I am not sure what you mean. But let me go over the rules. They are fairly detailed so I don't be surprised if someone finds a mistake in this.
You have the Grounding Electrode System which can be ground rods and/or other options. And the Grodunding Electrode conductor which is an unspliced wire that goes from electrode(s) to ONE and ONLY ONE point in the wiring system and that is at the main disconnect, which is typically the main pannel.
Primary electrodes can be a metal underground water pipe in contact with the earth for at least 10ft, the metal frame of building where effectively grounded (whatever that means), concrete-encased electrode (Ufer ground - 20 ft of wire or steel rebar in concrete footings) or a ground ring (buried wire encircling the building). The underground water pipe requires a suplimental electtrode where the others don not any extra electrodes.

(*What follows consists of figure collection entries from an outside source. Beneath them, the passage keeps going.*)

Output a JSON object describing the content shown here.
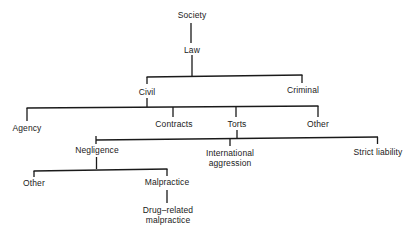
{
  "diagram": {
    "type": "tree",
    "title": "",
    "nodes": {
      "society": "Society",
      "law": "Law",
      "civil": "Civil",
      "criminal": "Criminal",
      "agency": "Agency",
      "contracts": "Contracts",
      "torts": "Torts",
      "civil_other": "Other",
      "negligence": "Negligence",
      "international_aggression": [
        "International",
        "aggression"
      ],
      "strict_liability": "Strict liability",
      "negligence_other": "Other",
      "malpractice": "Malpractice",
      "drug_related_malpractice": [
        "Drug–related",
        "malpractice"
      ]
    },
    "edges": [
      [
        "Society",
        "Law"
      ],
      [
        "Law",
        "Civil"
      ],
      [
        "Law",
        "Criminal"
      ],
      [
        "Civil",
        "Agency"
      ],
      [
        "Civil",
        "Contracts"
      ],
      [
        "Civil",
        "Torts"
      ],
      [
        "Civil",
        "Other"
      ],
      [
        "Torts",
        "Negligence"
      ],
      [
        "Torts",
        "International aggression"
      ],
      [
        "Torts",
        "Strict liability"
      ],
      [
        "Negligence",
        "Other"
      ],
      [
        "Negligence",
        "Malpractice"
      ],
      [
        "Malpractice",
        "Drug-related malpractice"
      ]
    ],
    "line_color": "#1a1a1a",
    "background": "#ffffff"
  }
}
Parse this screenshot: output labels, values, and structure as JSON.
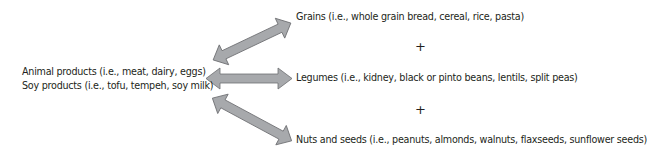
{
  "diagram": {
    "left": {
      "line1": "Animal products (i.e., meat, dairy, eggs)",
      "line2": "Soy products (i.e., tofu, tempeh, soy milk)"
    },
    "right": [
      {
        "label": "Grains (i.e., whole grain bread, cereal, rice, pasta)"
      },
      {
        "label": "Legumes (i.e., kidney, black or pinto beans, lentils, split peas)"
      },
      {
        "label": "Nuts and seeds (i.e., peanuts, almonds, walnuts, flaxseeds, sunflower seeds)"
      }
    ],
    "connectors": [
      "+",
      "+"
    ],
    "arrow_fill": "#a7a9ac",
    "arrow_stroke": "#6d6e71"
  }
}
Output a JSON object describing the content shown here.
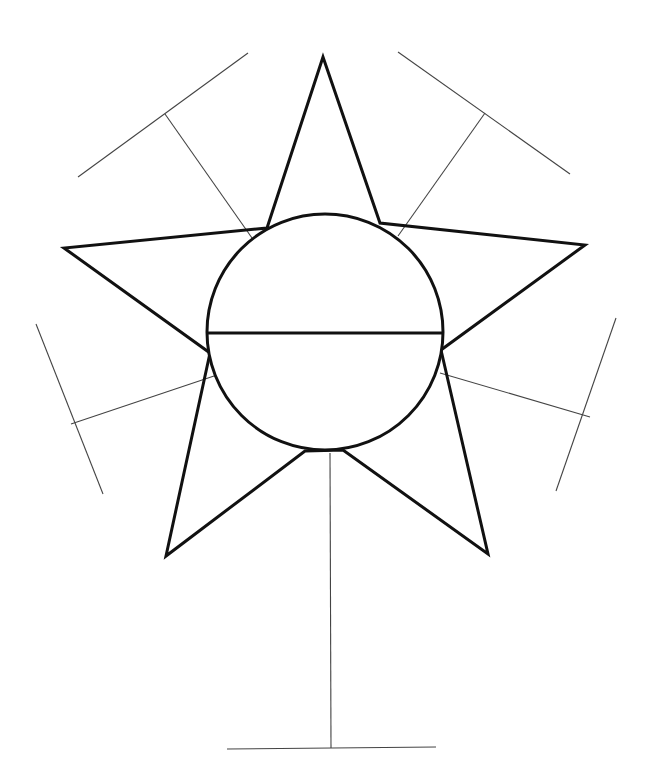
{
  "diagram": {
    "type": "star-graphic-organizer",
    "background": "#ffffff",
    "stroke_color": "#111111",
    "thin_stroke_color": "#444444",
    "circle": {
      "cx": 325,
      "cy": 332,
      "r": 118,
      "divider_y": 333
    },
    "star_points": {
      "top": [
        323,
        57
      ],
      "right": [
        585,
        245
      ],
      "bottom_right": [
        488,
        554
      ],
      "bottom_left": [
        166,
        556
      ],
      "left": [
        64,
        248
      ]
    },
    "star_inner": {
      "top_left": [
        267,
        228
      ],
      "top_right": [
        380,
        223
      ],
      "right": [
        441,
        350
      ],
      "bottom_right": [
        343,
        450
      ],
      "bottom_left": [
        305,
        451
      ],
      "left": [
        210,
        353
      ]
    },
    "writing_lines": [
      {
        "name": "upper-left",
        "stem": [
          [
            252,
            238
          ],
          [
            165,
            114
          ]
        ],
        "bar": [
          [
            78,
            177
          ],
          [
            248,
            53
          ]
        ]
      },
      {
        "name": "upper-right",
        "stem": [
          [
            398,
            236
          ],
          [
            485,
            113
          ]
        ],
        "bar": [
          [
            398,
            52
          ],
          [
            570,
            174
          ]
        ]
      },
      {
        "name": "lower-left",
        "stem": [
          [
            214,
            376
          ],
          [
            71,
            424
          ]
        ],
        "bar": [
          [
            36,
            324
          ],
          [
            103,
            494
          ]
        ]
      },
      {
        "name": "lower-right",
        "stem": [
          [
            440,
            373
          ],
          [
            590,
            417
          ]
        ],
        "bar": [
          [
            616,
            318
          ],
          [
            556,
            491
          ]
        ]
      },
      {
        "name": "bottom",
        "stem": [
          [
            330,
            453
          ],
          [
            331,
            748
          ]
        ],
        "bar": [
          [
            227,
            749
          ],
          [
            436,
            747
          ]
        ]
      }
    ]
  }
}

You can also use Made Electrodes. Those are pipes, rods and plates. If you only use made electrodes and it does not test out to less than 25 ohms then a 2nd made electrode is required and it has to be at 6ft away.
Now a method common in many house is to use the metal water pipe with a secondary ground rod.
But you could also use the Ufer ground in the footings as the only ground electrocde.
But even if you do that you will still need to bond the water pipe and the gas pipe, etc.
A gas pipe has to be bonded, but can never be used as the ground electrocde. For a water pipe I think that it takes a Philidelphia lawyer to tell the difference.
Marv, thanks for your reply. I'm not clear however why I should run 2 hot wires. All I am dealing with here is 120v.
why I should run 2 hot wires.
You need two hot wires for balance. When power comes in from the street, you have two wires and two phases. When you load the circuits you try to balance out the current draw between the two wires. It may be different if you're dealing with batteries, I'm not sure on that.You get out of life what you put into it......minus taxes.
Marv
If you aren't planning on either connecting to commerical power and your inverter only puts out 120 then can't use the 2nd hot.
But most system use 240/120 supplies, even if all of the loads are 120, and require 2 hots and a neutral.